Donisha Prendergast comes from a showbiz family - and it's not just any old showbiz family. Her grandfather was the late, great reggae superstar Bob Marley, and she grew up steeped in the rich musical legacy of Jamaica's most revered cultural icon.
Her mother, Sharon Marley, toured the world as a member of Ziggy Marley and the Melody Makers, the band fronted by Sharon's brother Ziggy and including their siblings Stephen and Cedella.
So as a kid, Prendergast travelled the world with the Melody Makers and, over breakfast recently at a cafe near her downtown Montreal hotel, she was saying it was a pretty cool way to spend your summer vacations.
"I never went to summer school," said Prendergast. "I went to Japan. Or I went to England on tour. I grew up on tour with my uncles . . . backstage, dancing. If you look back at the old footage of Ziggy Marley and the Melody Makers, you'll see the kids dancing on stage, and I'm one of those kids.
"I grew up in a celebrity family. I've met Michael Jackson. I've met Madonna. I've met these people. I've travelled all over the world. But being human is the most important thing, not being a celebrity. That's the thing about Bob Marley: He never intended to be a celebrity. He was just a man (dealing with) social problems in Jamaica who found a way to sing about it and carried his message around the world."
Marley's message and music are front and centre in the extraordinary documentary RasTa: A Soul's Journey, which had its world premiere in Montreal last Thursday. Toronto director Stuart Samuels follows Prendergast on a quest across the globe as she tries to better understand the roots of Rastafari, the movement that was such an inspiration to Bob Marley.
She meets Rastafarians in Ethiopia, England, Israel, South Africa, Canada and Jamaica, as the film delves into the movement's roots in pre-Second World War Ethiopia, its introduction to Jamaica, and how Marley became its best-known advocate when his Rasta-influenced tunes hit the airwaves in the early 1970s.
The star of the film is Prendergast, and her wide-eyed eagerness to learn about the movement is infectious
"The aim of the film was to put Rasta and reggae and Donisha and Marley together in one film," said Samuels. "As Donisha goes through her search, I'm learning too. What is this? Is it a religion? People don't understand. People are amazed by the information (in the film)."
Music fans have heard Marley singing about Rastafari, about the Rastaman Vibration, but most of us don't know much beyond the lyrics to those old reggae hits by Marley, Toots and the Maytals and Burning Spear. Even Prendergast admits her knowledge was limited before they made the documentary.
"Even as a Rasta woman, I grew up in the Marley family, but it's still a search," said Prendergast. "In the education system, there's nothing about Rasta. When I started to do a little research, I realized I didn't know anything. All I knew about Rasta was the same things that everybody else knows - reggae music, ganja and Ethiopia. I didn't know the trials and tribulations that Rastas went through in the '30s and '40s. As a person, I had to learn more about who I am and who my grandfather was, outside of the music.
Making the movie with a mem-ber of Marley's family helped open a lot of doors for Samuels and was especially important because many in the Rasta community feel they've been burned in the past by the media. Prendergast's exuberant personality didn't hurt, either.
"It wasn't just my name," said Prendergast. "I love people and people have an openness with me."
The film has politicized Prendergast. After spending several years studying in the U.S., she has just moved back to Kingston and wants to do her bit to make living conditions just a bit better for folks in her homeland.
"Justice things, truth-and rights kind of things," said Prendergast. "These are the things that Rastas are supposed to do. We are the rebels, but we are good rebels. Reggae music is rebel music."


* _Exercise directions_
In your answer, set down the records below exactly as they stand, omitting pictures.
───── Records to use
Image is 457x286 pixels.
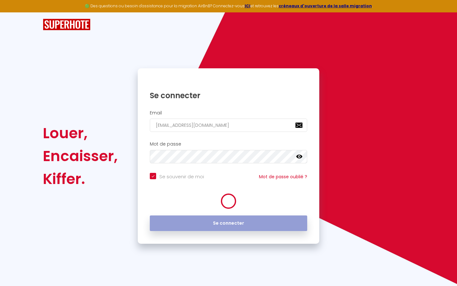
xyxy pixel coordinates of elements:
a: créneaux d'ouverture de la salle migration [279,3,372,9]
div: Kiffer. [43,167,118,190]
a: ICI [245,3,250,9]
button: Ouvrir le widget de chat LiveChat [5,3,24,22]
button: Se connecter [150,215,307,231]
div: Encaisser, [43,144,118,167]
div: Louer, [43,122,118,144]
img: SuperHote logo [43,19,90,30]
input: Ton Email [150,118,307,132]
a: Mot de passe oublié ? [259,173,307,180]
h1: Se connecter [150,90,307,100]
h2: Mot de passe [150,141,307,147]
h2: Email [150,110,307,116]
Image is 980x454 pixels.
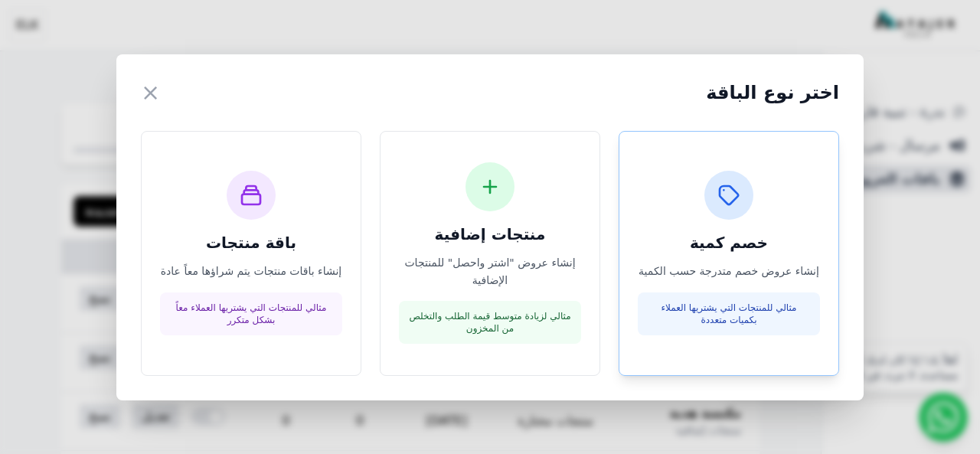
──────────
* _Written solution_
Image is 457x286 pixels.
xyxy pixel coordinates of elements:
a: créneaux d'ouverture de la salle migration [279,3,372,9]
div: Kiffer. [43,167,118,190]
a: ICI [245,3,250,9]
button: Ouvrir le widget de chat LiveChat [5,3,24,22]
button: Se connecter [150,215,307,231]
div: Encaisser, [43,144,118,167]
div: Louer, [43,122,118,144]
img: SuperHote logo [43,19,90,30]
input: Ton Email [150,118,307,132]
a: Mot de passe oublié ? [259,173,307,180]
h1: Se connecter [150,90,307,100]
h2: Mot de passe [150,141,307,147]
h2: Email [150,110,307,116]
Image is 980x454 pixels.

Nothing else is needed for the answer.